The article is worth reading. It's based on Mahler, Rozema, Fisher, Vermeyden, Resch, Wiseman, Steinberg - Experimental nonlocal and surreal Bohmian trajectories,
http://advances.sciencemag.org/content/2/2/e1501466.full .
To the lazy, here is a summary on lay terms (it isn't my field):
Quantum mechanics causes serious problems. It's not just the question of particles we can't find until we look at them (as the article says), but also the problem of particles that purportedly can be at different places at the same time.
Well, contrary to quantum theory that is fully indeterministic, classic physics on gravity is fully deterministic.
But gravity also must work on the sub-atomic level (they are still searching for the so-called gravitons, particles that are the vehicles of gravity on sub-atomic level), since when, for instance, a star attracts a planet, that attraction must work on all the sub-atomic particles of the planet also.
So, how can quantum mechanics be right when gravity, which has also to work (they don't know how) on sub-atomic level, is fully deterministic?
If all the sub-atomic particles are undetermined and can have bizarre effects/movements, how came we never see bizarre events on the supra-atomic level?
Well, the article writes about an old theory, the Broglie–Bohm theory, which says quantum mechanics is wrong.
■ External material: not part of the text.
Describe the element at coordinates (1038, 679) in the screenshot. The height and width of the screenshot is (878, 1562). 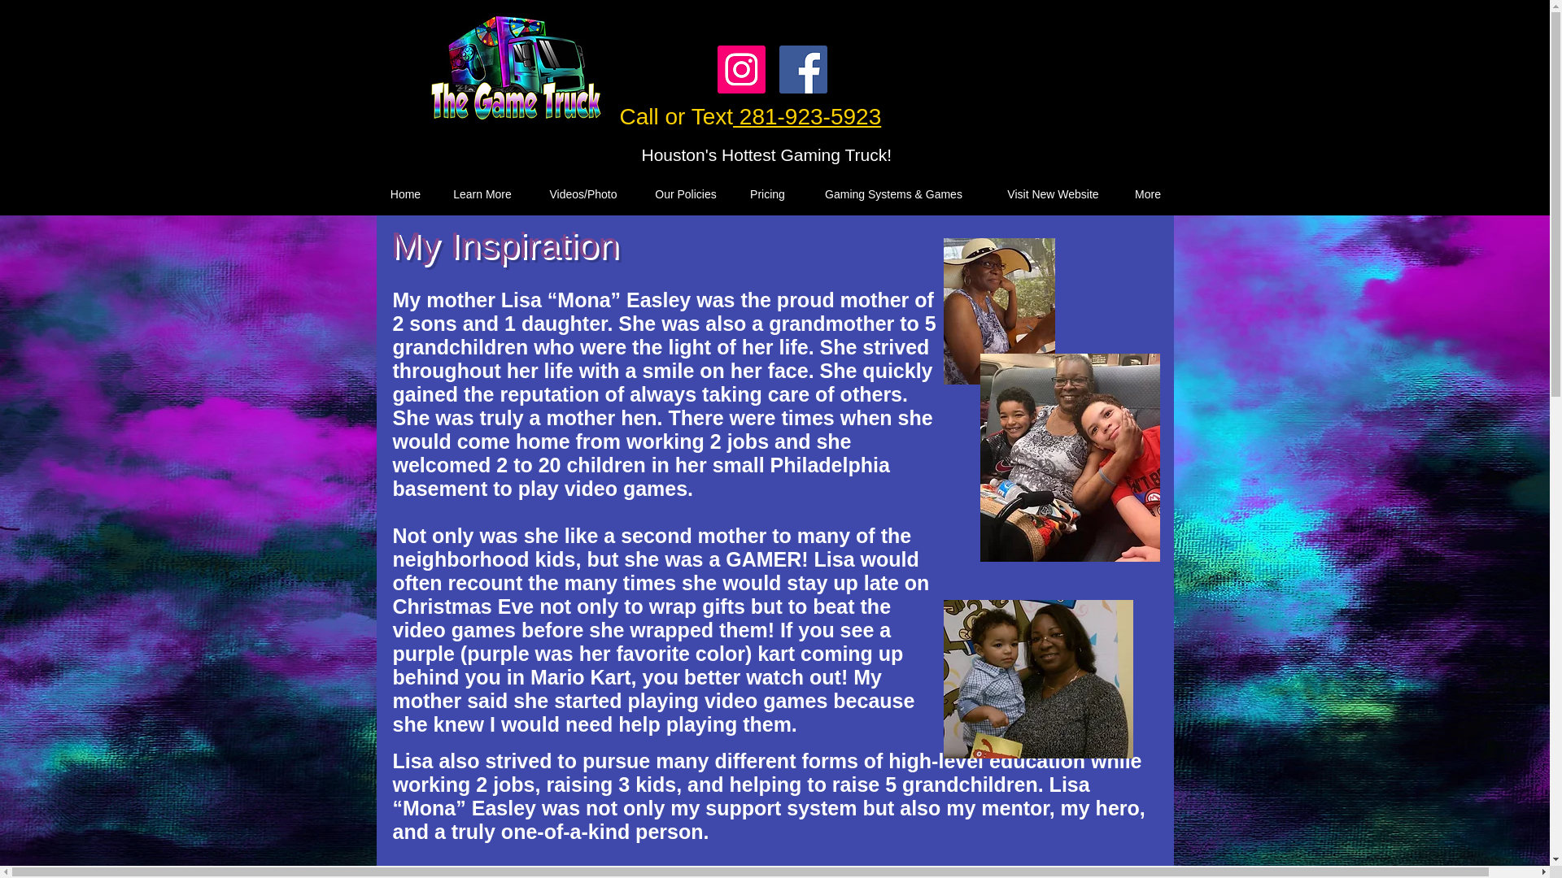
I see `Mom and Noah` at that location.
Sub-atomic particles can be also determined, if we have information about the initial state of the system and applied the accepted equation/wave function.
Problems of the Broglie–Bohm theory were highlighted on an 1992 paper (known as ESSW), saying it would also force to conclude that sub-atomic particles could have surreal moves, since electrons or photons would appear as well to cross on two different places at the same time, like more or less quantum mechanics says.
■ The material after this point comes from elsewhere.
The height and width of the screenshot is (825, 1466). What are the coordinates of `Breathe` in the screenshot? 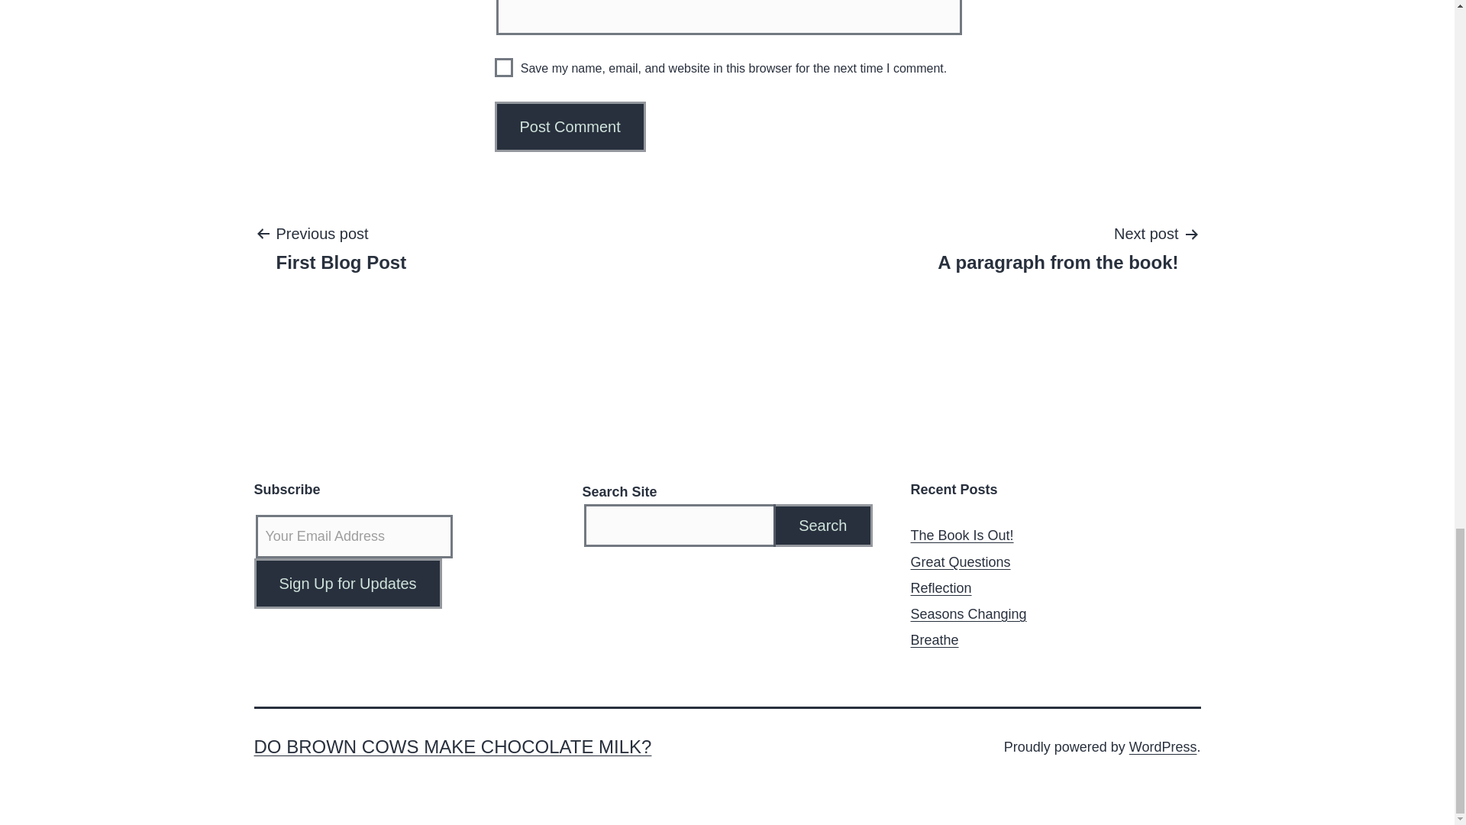 It's located at (935, 640).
But the article summarized mentions the above quoted 2016 article saying that this 1992 paper is wrong, that Broglie–Bohm mechanics is deterministic and that doesn't force to accept surreal movements.
That the conclusion on the surreal moves was based on the still bizarre entangled effect (particles connected, even at very far distances, seemed to know at all times where the other was and what was happening to it: see, for instance
http://www.wired.com/2016/05/simple-yes-simple-guide-quantum-entanglement/) and that the surreal movement of the first particle was figured out only based on what the other particle said about the movement of the first particle.
Well, contrary to what has been said, it seems that the information each particle knows about the other isn't trustworthy at long distances.
As the distance between the particles grows, one particle starts giving wrong information about the other, creating the impression that the other particle crossed on two different places at the same time.
If truth, this paper, and the experiment on which it is based, also seems to helps solving the problem of how particles so far away could be informed about each other without communicate at speeds faster than light.
If distance makes them give wrong information, perhaps they can't communicate faster than light.